Quote:
Originally Posted by Casey Try 10ms at 2 Hz Tap spacing should be such that there is a good chance that the delay between taps can be seen as enough to assure decorrelated signals. Statistically it turns out that 50ms or more will work on average over many tap pairs. Without statistical deccorelation you will have, as you have found, very strong comb filtering effects. |
Perhaps that is why an algorithm that sounds good at as big of a setting as possible may sound good, but as the size goes down, the combing gets worse? Would I be smart to fade taps out (so they drop out gradually) at small sizes? A tap spacing of 50-80ms at canyon size becomes 5ms in a smallish living room. Keeping the same amount of chorus becomes much more noticeable in a small size. A 50ms tap spacing would result in a 20 Hz peak which is nice and low. At 5ms it gets to be 200 Hz - mudfest.
Or should I be looking at changing the tap gains - rather than trying to get a smooth decay, try to reduce combing by alternating and modifying tap gains somehow? I've been adjusting them for a smooth decay at canyon sizes so far. I would think that alternating tap gain signs would change the combing but maintain the density - maybe to half the frequency? What about applying acoustical diffusor patterns to the tap gains, spacings, and signs? Those equations are pretty well known, and I think I have them in an acoustic design book I have somewhere.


■ Exercise prompt
Reproduce the records without their pictures, keeping every word as it is.

■ Provided records
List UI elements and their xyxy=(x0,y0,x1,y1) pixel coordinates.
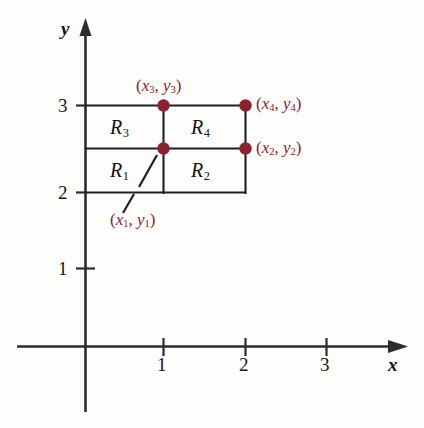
region-label-r4-subscript: 4 xyxy=(203,126,210,140)
point-label-x1y1-close: ) xyxy=(150,210,156,229)
x-axis-label: x xyxy=(388,355,398,374)
x-axis-arrowhead xyxy=(388,340,408,353)
point-label-x2y2: (x2, y2) xyxy=(256,139,301,158)
point-label-x4y4: (x4, y4) xyxy=(256,95,301,114)
region-label-r3-letter: R xyxy=(110,116,122,138)
point-label-x2y2-close: ) xyxy=(296,138,302,157)
point-label-x3y3-close: ) xyxy=(176,76,182,95)
y-axis-arrowhead xyxy=(80,18,92,36)
region-label-r4-letter: R xyxy=(191,116,203,138)
leader-line-segment-upper xyxy=(139,155,157,187)
point-label-x2y2-sep: , xyxy=(274,138,283,157)
region-label-r2-subscript: 2 xyxy=(203,169,210,183)
region-label-r2-letter: R xyxy=(191,159,203,181)
diagram-vector-layer xyxy=(0,0,424,428)
point-x3y3 xyxy=(157,99,169,111)
x-tick-label-3: 3 xyxy=(320,355,330,374)
x-tick-label-2: 2 xyxy=(239,355,249,374)
x-tick-label-1: 1 xyxy=(157,355,167,374)
point-x4y4 xyxy=(239,99,251,111)
region-label-r3: R3 xyxy=(110,117,129,139)
y-tick-label-1: 1 xyxy=(58,259,68,278)
y-axis-label: y xyxy=(61,19,69,38)
point-x2y2 xyxy=(239,142,251,154)
point-label-x4y4-yvar: y xyxy=(283,94,291,113)
point-label-x1y1: (x1, y1) xyxy=(110,211,155,230)
region-label-r4: R4 xyxy=(191,117,210,139)
point-label-x3y3-yvar: y xyxy=(163,76,171,95)
point-x1y1 xyxy=(157,142,169,154)
point-label-x4y4-close: ) xyxy=(296,94,302,113)
figure-canvas: y x 1 2 3 1 2 3 R3 R4 R1 R2 (x3, y3) (x4… xyxy=(0,0,424,428)
point-label-x3y3-sep: , xyxy=(154,76,163,95)
region-label-r3-subscript: 3 xyxy=(122,126,129,140)
y-tick-label-3: 3 xyxy=(58,96,68,115)
point-label-x2y2-yvar: y xyxy=(283,138,291,157)
y-tick-label-2: 2 xyxy=(58,183,68,202)
region-label-r2: R2 xyxy=(191,160,210,182)
point-label-x1y1-sep: , xyxy=(128,210,137,229)
region-label-r1-letter: R xyxy=(110,159,122,181)
region-label-r1: R1 xyxy=(110,160,129,182)
point-label-x4y4-sep: , xyxy=(274,94,283,113)
point-label-x1y1-yvar: y xyxy=(137,210,145,229)
point-label-x3y3: (x3, y3) xyxy=(136,77,181,96)
region-label-r1-subscript: 1 xyxy=(122,169,129,183)
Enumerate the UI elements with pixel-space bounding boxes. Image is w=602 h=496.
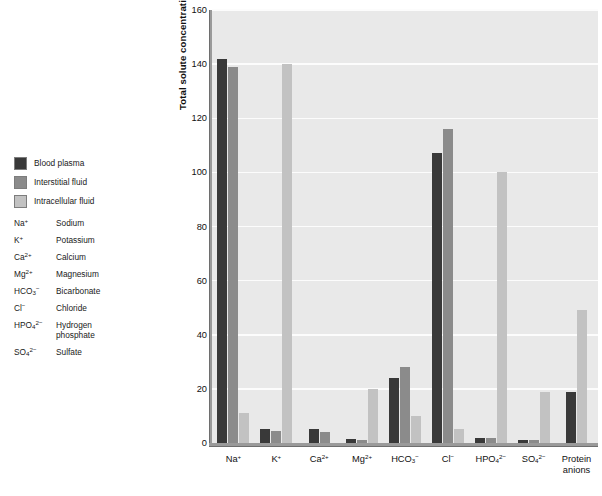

■ Solution for this problem
List UI elements and their xyxy=(x0,y0,x1,y1) pixel coordinates.
region-label-r4-subscript: 4 xyxy=(203,126,210,140)
point-label-x1y1-close: ) xyxy=(150,210,156,229)
x-axis-label: x xyxy=(388,355,398,374)
x-axis-arrowhead xyxy=(388,340,408,353)
point-label-x2y2: (x2, y2) xyxy=(256,139,301,158)
point-label-x4y4: (x4, y4) xyxy=(256,95,301,114)
region-label-r3-letter: R xyxy=(110,116,122,138)
point-label-x2y2-close: ) xyxy=(296,138,302,157)
point-label-x3y3-close: ) xyxy=(176,76,182,95)
y-axis-arrowhead xyxy=(80,18,92,36)
region-label-r4-letter: R xyxy=(191,116,203,138)
leader-line-segment-upper xyxy=(139,155,157,187)
point-label-x2y2-sep: , xyxy=(274,138,283,157)
region-label-r2-subscript: 2 xyxy=(203,169,210,183)
region-label-r2-letter: R xyxy=(191,159,203,181)
diagram-vector-layer xyxy=(0,0,424,428)
point-x3y3 xyxy=(157,99,169,111)
x-tick-label-3: 3 xyxy=(320,355,330,374)
x-tick-label-2: 2 xyxy=(239,355,249,374)
x-tick-label-1: 1 xyxy=(157,355,167,374)
point-x4y4 xyxy=(239,99,251,111)
region-label-r3: R3 xyxy=(110,117,129,139)
y-tick-label-1: 1 xyxy=(58,259,68,278)
y-axis-label: y xyxy=(61,19,69,38)
point-x2y2 xyxy=(239,142,251,154)
point-label-x4y4-yvar: y xyxy=(283,94,291,113)
point-label-x1y1: (x1, y1) xyxy=(110,211,155,230)
region-label-r4: R4 xyxy=(191,117,210,139)
point-label-x3y3-yvar: y xyxy=(163,76,171,95)
point-x1y1 xyxy=(157,142,169,154)
point-label-x4y4-close: ) xyxy=(296,94,302,113)
figure-canvas: y x 1 2 3 1 2 3 R3 R4 R1 R2 (x3, y3) (x4… xyxy=(0,0,424,428)
point-label-x3y3-sep: , xyxy=(154,76,163,95)
region-label-r3-subscript: 3 xyxy=(122,126,129,140)
y-tick-label-3: 3 xyxy=(58,96,68,115)
point-label-x2y2-yvar: y xyxy=(283,138,291,157)
y-tick-label-2: 2 xyxy=(58,183,68,202)
region-label-r2: R2 xyxy=(191,160,210,182)
point-label-x1y1-sep: , xyxy=(128,210,137,229)
region-label-r1-letter: R xyxy=(110,159,122,181)
region-label-r1: R1 xyxy=(110,160,129,182)
point-label-x4y4-sep: , xyxy=(274,94,283,113)
point-label-x1y1-yvar: y xyxy=(137,210,145,229)
point-label-x3y3: (x3, y3) xyxy=(136,77,181,96)
region-label-r1-subscript: 1 xyxy=(122,169,129,183)
Enumerate the UI elements with pixel-space bounding boxes. Image is w=602 h=496.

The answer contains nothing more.